Fire Resistant Landscapes
Landscape Design Principles
Principles & Practices
WUI Culture
A fire resistant landscape is a well-designed landscape that not only protects your home, but also provides wildlife habitat and is lovely to look at and live in. Most outdoor living is done in the first 30-feet adjacent to structures. Flaming brands and embers can easily lodge in cracks and crevices and are a common source of structure ignition.
Hardscaping is the non-living aspects of your landscape, such as mulch, walls and sidewalks. The principles of fire resistant landscaping focus on how landscape components work together to protect structures.

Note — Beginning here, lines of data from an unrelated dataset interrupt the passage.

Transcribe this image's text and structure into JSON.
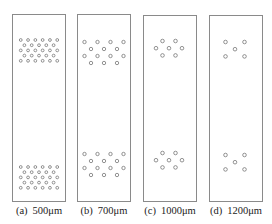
{
  "figure": {
    "panels": [
      {
        "id": "a",
        "label": "(a)",
        "value": "500μm",
        "box": {
          "x": 12,
          "y": 14,
          "w": 54,
          "h": 188
        },
        "clusters": {
          "top_y": 40,
          "bottom_y": 167,
          "rows": [
            6,
            5,
            6,
            5,
            6
          ],
          "dx": 7.3,
          "dy": 5.2,
          "r": 1.4,
          "cx": 39
        }
      },
      {
        "id": "b",
        "label": "(b)",
        "value": "700μm",
        "box": {
          "x": 77,
          "y": 14,
          "w": 54,
          "h": 188
        },
        "clusters": {
          "top_y": 42,
          "bottom_y": 154,
          "rows": [
            4,
            3,
            4,
            3
          ],
          "dx": 13,
          "dy": 7,
          "r": 1.7,
          "cx": 104
        }
      },
      {
        "id": "c",
        "label": "(c)",
        "value": "1000μm",
        "box": {
          "x": 143,
          "y": 15,
          "w": 54,
          "h": 187
        },
        "clusters": {
          "top_y": 41,
          "bottom_y": 153,
          "rows": [
            2,
            3,
            2
          ],
          "dx": 13,
          "dy": 7.2,
          "r": 1.8,
          "cx": 169
        }
      },
      {
        "id": "d",
        "label": "(d)",
        "value": "1200μm",
        "box": {
          "x": 209,
          "y": 15,
          "w": 54,
          "h": 187
        },
        "clusters": {
          "top_y": 42,
          "bottom_y": 155,
          "rows": [
            2,
            1,
            2
          ],
          "dx": 19,
          "dy": 7.2,
          "r": 1.8,
          "cx": 235
        }
      }
    ],
    "stroke_color": "#8a8a8a",
    "hole_color": "#666666"
  }
}
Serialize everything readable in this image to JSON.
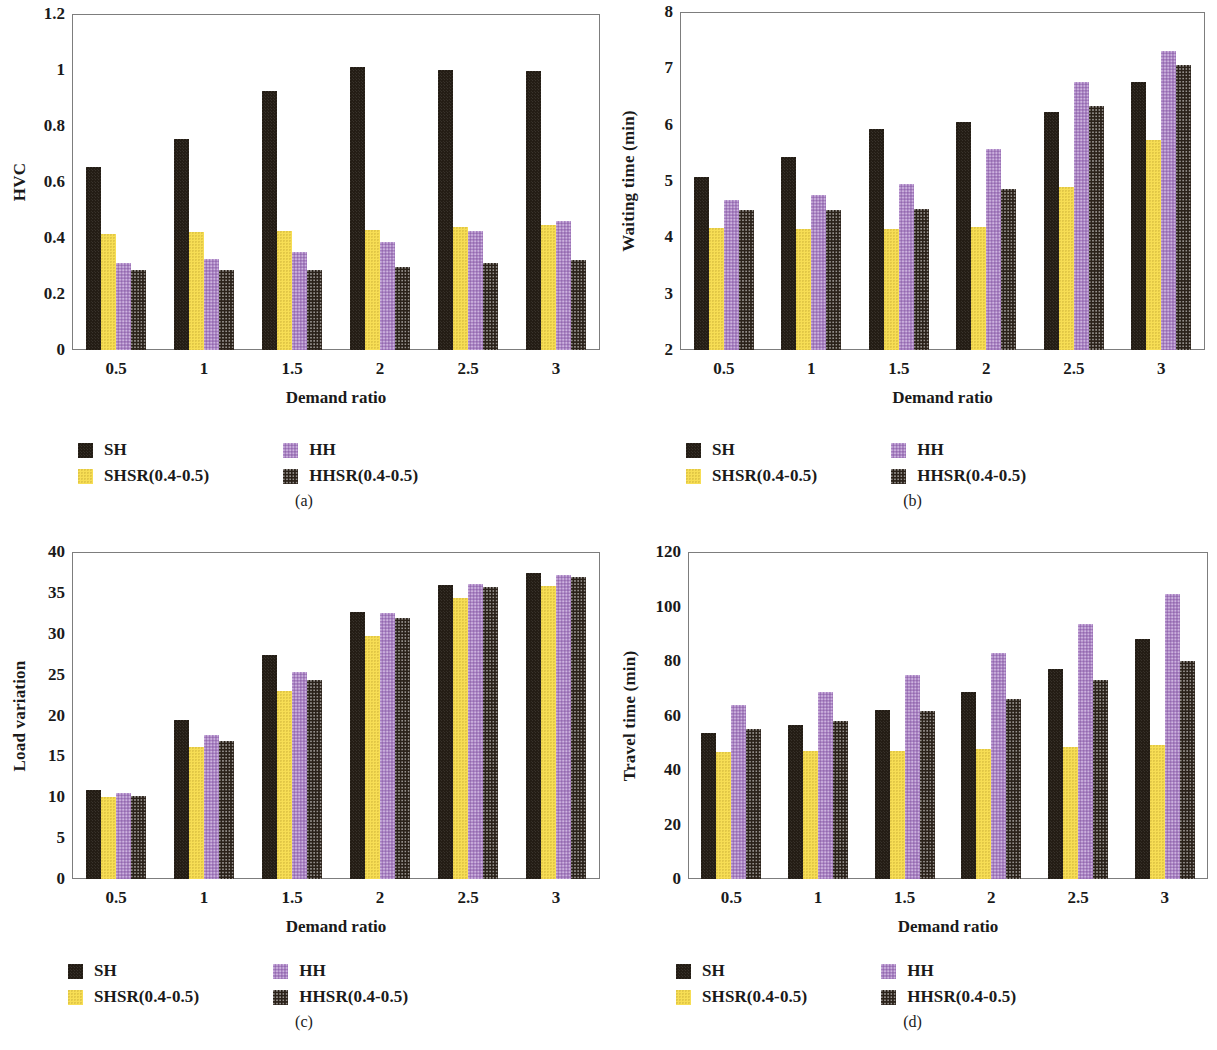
{
  "figure": {
    "series_colors": {
      "SH": "#231c14",
      "SHSR(0.4-0.5)": "#f7de55",
      "HH": "#a981c4",
      "HHSR(0.4-0.5)": "#2a2119"
    },
    "legend": {
      "items": [
        {
          "label": "SH",
          "swatch": "sh-swatch"
        },
        {
          "label": "HH",
          "swatch": "hh-swatch"
        },
        {
          "label": "SHSR(0.4-0.5)",
          "swatch": "shsr-swatch"
        },
        {
          "label": "HHSR(0.4-0.5)",
          "swatch": "hhsr-swatch"
        }
      ]
    },
    "captions": {
      "a": "(a)",
      "b": "(b)",
      "c": "(c)",
      "d": "(d)"
    }
  },
  "chart_data": [
    {
      "type": "bar",
      "panel": "a",
      "title": "",
      "xlabel": "Demand ratio",
      "ylabel": "HVC",
      "categories": [
        "0.5",
        "1",
        "1.5",
        "2",
        "2.5",
        "3"
      ],
      "ylim": [
        0,
        1.2
      ],
      "yticks": [
        "0",
        "0.2",
        "0.4",
        "0.6",
        "0.8",
        "1",
        "1.2"
      ],
      "ytick_values": [
        0,
        0.2,
        0.4,
        0.6,
        0.8,
        1.0,
        1.2
      ],
      "grid": false,
      "legend_position": "below",
      "series": [
        {
          "name": "SH",
          "values": [
            0.655,
            0.755,
            0.925,
            1.01,
            1.0,
            0.995
          ]
        },
        {
          "name": "SHSR(0.4-0.5)",
          "values": [
            0.415,
            0.42,
            0.425,
            0.43,
            0.44,
            0.445
          ]
        },
        {
          "name": "HH",
          "values": [
            0.31,
            0.325,
            0.35,
            0.385,
            0.425,
            0.46
          ]
        },
        {
          "name": "HHSR(0.4-0.5)",
          "values": [
            0.285,
            0.285,
            0.285,
            0.295,
            0.31,
            0.32
          ]
        }
      ]
    },
    {
      "type": "bar",
      "panel": "b",
      "title": "",
      "xlabel": "Demand ratio",
      "ylabel": "Waiting time (min)",
      "categories": [
        "0.5",
        "1",
        "1.5",
        "2",
        "2.5",
        "3"
      ],
      "ylim": [
        2,
        8
      ],
      "yticks": [
        "2",
        "3",
        "4",
        "5",
        "6",
        "7",
        "8"
      ],
      "ytick_values": [
        2,
        3,
        4,
        5,
        6,
        7,
        8
      ],
      "grid": false,
      "legend_position": "below",
      "series": [
        {
          "name": "SH",
          "values": [
            5.08,
            5.42,
            5.92,
            6.05,
            6.23,
            6.75
          ]
        },
        {
          "name": "SHSR(0.4-0.5)",
          "values": [
            4.16,
            4.15,
            4.14,
            4.18,
            4.89,
            5.72
          ]
        },
        {
          "name": "HH",
          "values": [
            4.67,
            4.75,
            4.95,
            5.57,
            6.76,
            7.3
          ]
        },
        {
          "name": "HHSR(0.4-0.5)",
          "values": [
            4.48,
            4.49,
            4.5,
            4.85,
            6.34,
            7.06
          ]
        }
      ]
    },
    {
      "type": "bar",
      "panel": "c",
      "title": "",
      "xlabel": "Demand ratio",
      "ylabel": "Load variation",
      "categories": [
        "0.5",
        "1",
        "1.5",
        "2",
        "2.5",
        "3"
      ],
      "ylim": [
        0,
        40
      ],
      "yticks": [
        "0",
        "5",
        "10",
        "15",
        "20",
        "25",
        "30",
        "35",
        "40"
      ],
      "ytick_values": [
        0,
        5,
        10,
        15,
        20,
        25,
        30,
        35,
        40
      ],
      "grid": false,
      "legend_position": "below",
      "series": [
        {
          "name": "SH",
          "values": [
            10.9,
            19.4,
            27.4,
            32.7,
            36.0,
            37.4
          ]
        },
        {
          "name": "SHSR(0.4-0.5)",
          "values": [
            10.0,
            16.1,
            23.0,
            29.7,
            34.4,
            35.8
          ]
        },
        {
          "name": "HH",
          "values": [
            10.5,
            17.6,
            25.3,
            32.5,
            36.1,
            37.2
          ]
        },
        {
          "name": "HHSR(0.4-0.5)",
          "values": [
            10.2,
            16.9,
            24.4,
            31.9,
            35.7,
            36.9
          ]
        }
      ]
    },
    {
      "type": "bar",
      "panel": "d",
      "title": "",
      "xlabel": "Demand ratio",
      "ylabel": "Travel time (min)",
      "categories": [
        "0.5",
        "1",
        "1.5",
        "2",
        "2.5",
        "3"
      ],
      "ylim": [
        0,
        120
      ],
      "yticks": [
        "0",
        "20",
        "40",
        "60",
        "80",
        "100",
        "120"
      ],
      "ytick_values": [
        0,
        20,
        40,
        60,
        80,
        100,
        120
      ],
      "grid": false,
      "legend_position": "below",
      "series": [
        {
          "name": "SH",
          "values": [
            53.5,
            56.5,
            62.0,
            68.5,
            77.0,
            88.0
          ]
        },
        {
          "name": "SHSR(0.4-0.5)",
          "values": [
            46.5,
            46.8,
            47.0,
            47.8,
            48.5,
            49.0
          ]
        },
        {
          "name": "HH",
          "values": [
            64.0,
            68.5,
            75.0,
            83.0,
            93.5,
            104.5
          ]
        },
        {
          "name": "HHSR(0.4-0.5)",
          "values": [
            55.0,
            58.0,
            61.5,
            66.0,
            73.0,
            80.0
          ]
        }
      ]
    }
  ]
}
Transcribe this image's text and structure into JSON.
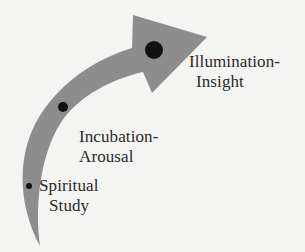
{
  "diagram": {
    "arrow": {
      "fill_color": "#8d8d8d",
      "direction": "curving up and to the right"
    },
    "stages": [
      {
        "label_line1": "Spiritual",
        "label_line2": "Study",
        "dot_size": "small"
      },
      {
        "label_line1": "Incubation-",
        "label_line2": "Arousal",
        "dot_size": "medium"
      },
      {
        "label_line1": "Illumination-",
        "label_line2": "Insight",
        "dot_size": "large"
      }
    ],
    "colors": {
      "background": "#f4f4f2",
      "arrow": "#8d8d8d",
      "dot": "#111111",
      "text": "#2a2a2a"
    }
  }
}
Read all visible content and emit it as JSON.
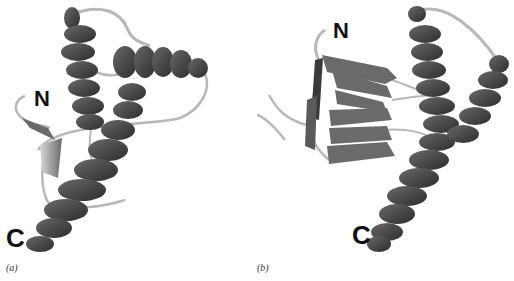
{
  "figure": {
    "panels": [
      {
        "id": "a",
        "caption": "(a)",
        "n_label": "N",
        "c_label": "C",
        "description": "ribbon diagram with three alpha helices and a small beta hairpin"
      },
      {
        "id": "b",
        "caption": "(b)",
        "n_label": "N",
        "c_label": "C",
        "description": "ribbon diagram with a beta-sheet bundle and two long alpha helices"
      }
    ],
    "colors": {
      "helix": "#4a4a4a",
      "helix_highlight": "#7a7a7a",
      "loop": "#b8b8b8",
      "strand": "#6a6a6a",
      "background": "#ffffff",
      "label": "#111111"
    }
  }
}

Your lawn furniture is fuel.
Flammable outdoor items, such as wicker or wooden patio furniture, cushions, doormats, window boxes and planters, garbage cans without lids and BBQ propane tanks are all places where embers can land and start a fire. Designate an enclosed storage area to store these items when a wildfire threatens. Park boats, campers, and recreational vehicles in enclosed areas, or securely cover and move them away from structures.
Use hardscapes to break up continuous fuels.
Non-flammable hardscapes, such as rock walls, dry river beds, sidewalks, and driveways function as firebreaks by breaking up areas of fuel. Rock can provide a natural looking, low-maintenance and water-efficient mulch as well as be a fire-resistant buffer zone.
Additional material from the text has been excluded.